Christian cities arise from the tenth
century as defensive enclaves, walled
around market square, or main square, FRÍAS
where the cathedral and the city
council are situated.
Some maintain the shape of the hill on
which they settle (Vitoria), others
extend linearly along the road
protected by a castle (Burgos), others
have emerged as a bridge control
settlement (Miranda).
THE HISTORIC OLD SPANISH CITIES
HAVE NORMALLY MEDIEVAL ORIGIN.
7. PRE-INDUSTRIAL STAGE: THE MODERN CITY
During the modern age were not LA CAROLINA
created new towns on the peninsula,
except those of the Bourbons to
colonize Sierra Morena (La Carolina).
But the new star shaped walls are
interesting in strategic cities
(Pamplona, Ciudad Rodrigo, Palma).
The checkerboard map (blocks) was
taken to the new American cities.
PALMA’ WALLS
CIUDAD RODRIGO
9. INDUSTRIAL CITY
The Industrial Revolution will completely
transform the cities from mid-nineteenth:
Textile and metallurgical factories attracted
thousands of workers from the countryside.

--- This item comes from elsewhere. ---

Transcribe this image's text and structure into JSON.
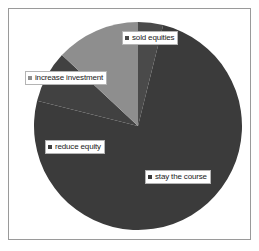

The bourgeoisie abandoned the old town,
unhealthy, uncomfortable, strangled by the
walls, and constructed a new city
(Ensanche). In the old town and in slums or ALTOS HORNOS DE VIZCAYA (blast furnaces)
shanty houses will be crowded the workers.
The new town will follow the plane grid,
with wide spaces between buildings,
gardens, wide streets and elegant homes,
which connect the city with the railway
station, the new transport system.
The division of the kingdom into provinces
(1833) did also grow as new capitals cities
where the industry came much later.
Urbanization was stronger during the 60
and 70 (development): development centers
(polos de desarrollo), metropolitan areas,
tourist towns ...
FIRST TRAIN BARCELONA-MATARÓ
TEXTILE INDUSTRY IN TARRASA
11. BARCELONA
I. Cerdá devised a widening
plan for the new town (1855):
wide open spaces that urban
speculation was responsible for
compacting.
The chamfered corners ease traffic.
12. URBAN MORPHOLOGY AND
STRUCTURE
The appearance or outward form of a city is influenced by:
Its location (in flat or raised, by a river or harbour, in a
crossroads ...).
The plane (Radiuscenter, checkerboard, labyrinth, star, irregular).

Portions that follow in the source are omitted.